* [Material provided]
- - - -

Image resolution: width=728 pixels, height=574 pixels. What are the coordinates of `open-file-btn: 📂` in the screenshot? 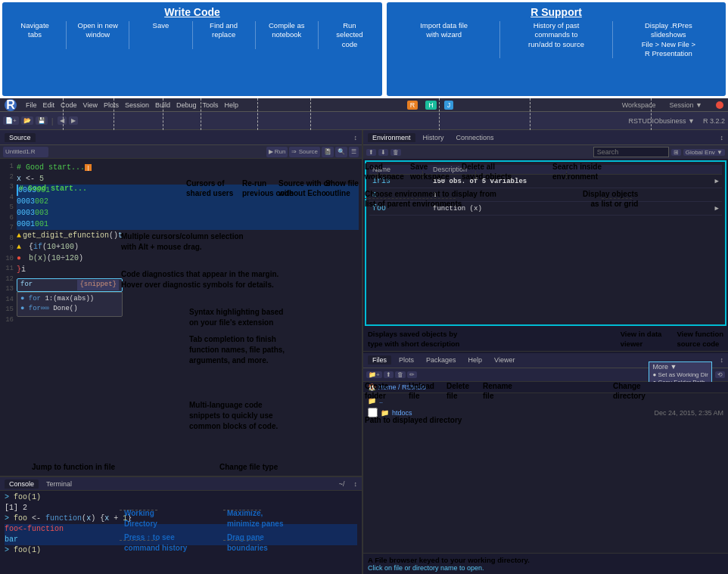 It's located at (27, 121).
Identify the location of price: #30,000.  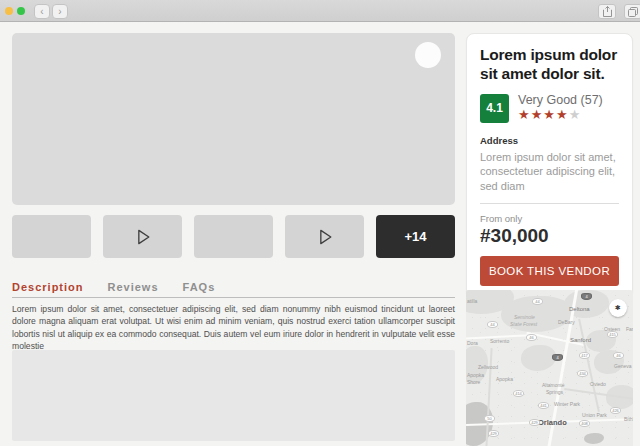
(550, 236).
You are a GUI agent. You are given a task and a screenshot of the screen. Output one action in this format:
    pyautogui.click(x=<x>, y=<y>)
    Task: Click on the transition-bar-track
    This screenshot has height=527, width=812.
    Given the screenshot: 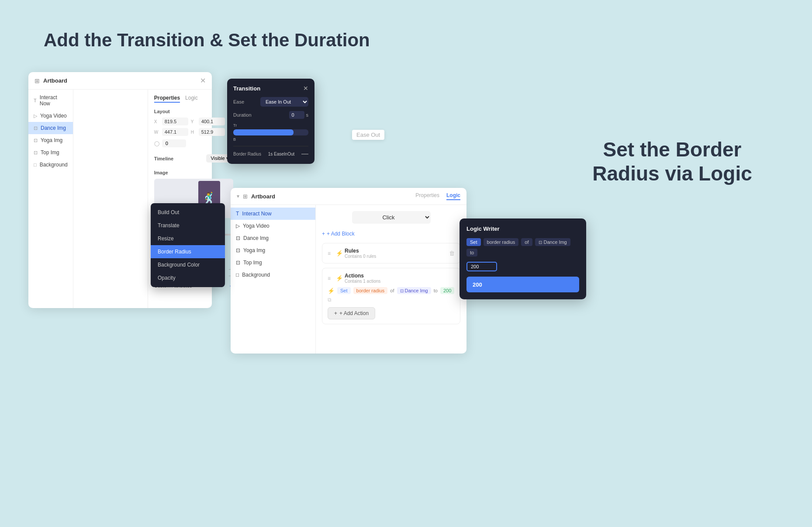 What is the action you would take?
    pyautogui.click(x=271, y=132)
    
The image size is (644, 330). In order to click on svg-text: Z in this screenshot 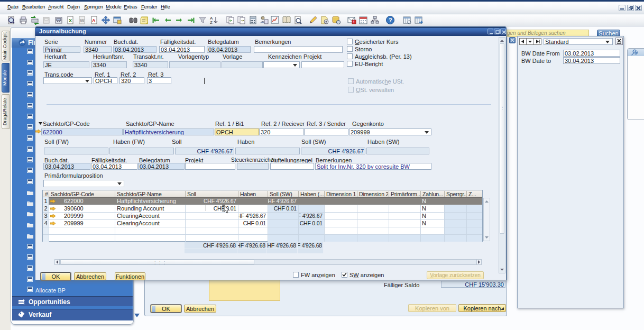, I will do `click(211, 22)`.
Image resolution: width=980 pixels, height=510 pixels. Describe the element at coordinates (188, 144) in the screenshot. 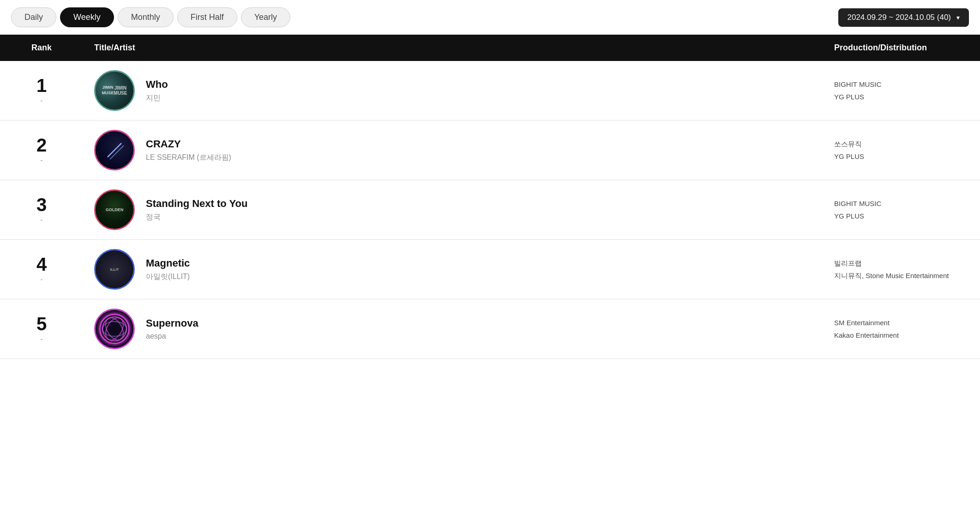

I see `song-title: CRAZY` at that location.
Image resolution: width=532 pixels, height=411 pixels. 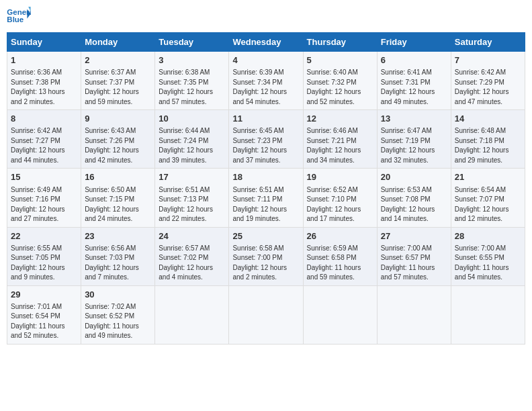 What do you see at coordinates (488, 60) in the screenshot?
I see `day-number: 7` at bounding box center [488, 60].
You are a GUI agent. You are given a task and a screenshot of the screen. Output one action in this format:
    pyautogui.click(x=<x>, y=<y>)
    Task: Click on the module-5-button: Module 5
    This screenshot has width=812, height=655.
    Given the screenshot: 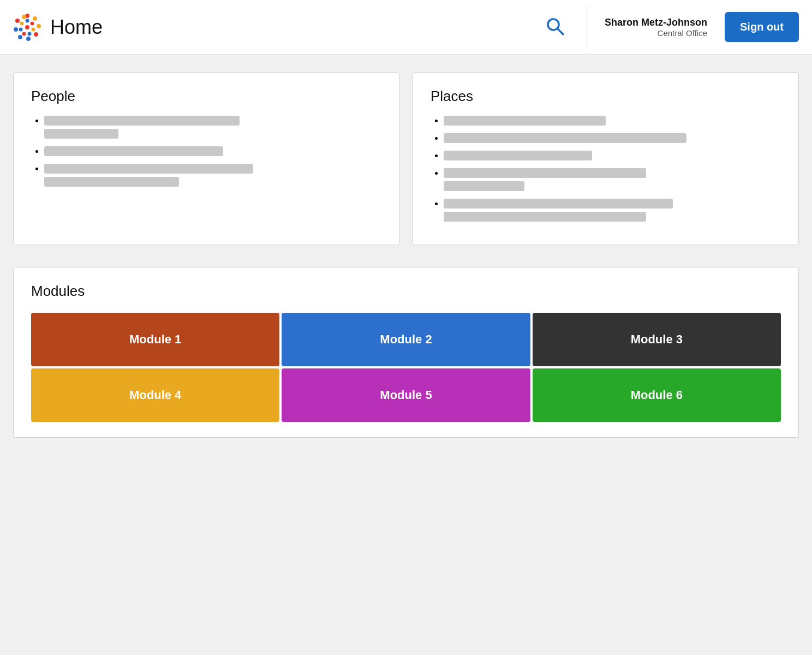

- - - -

Going by the data above, give back only the lines from the one containing "Identify the location of price: #30,000." through the one containing "Task: Click on the transition-bar-track", exactly as they stand, both ends included and no images.

* [Answer to the exercise]
Identify the location of price: #30,000.  
(550, 236).
You are a GUI agent. You are given a task and a screenshot of the screen. Output one action in this format:
    pyautogui.click(x=<x>, y=<y>)
    Task: Click on the transition-bar-track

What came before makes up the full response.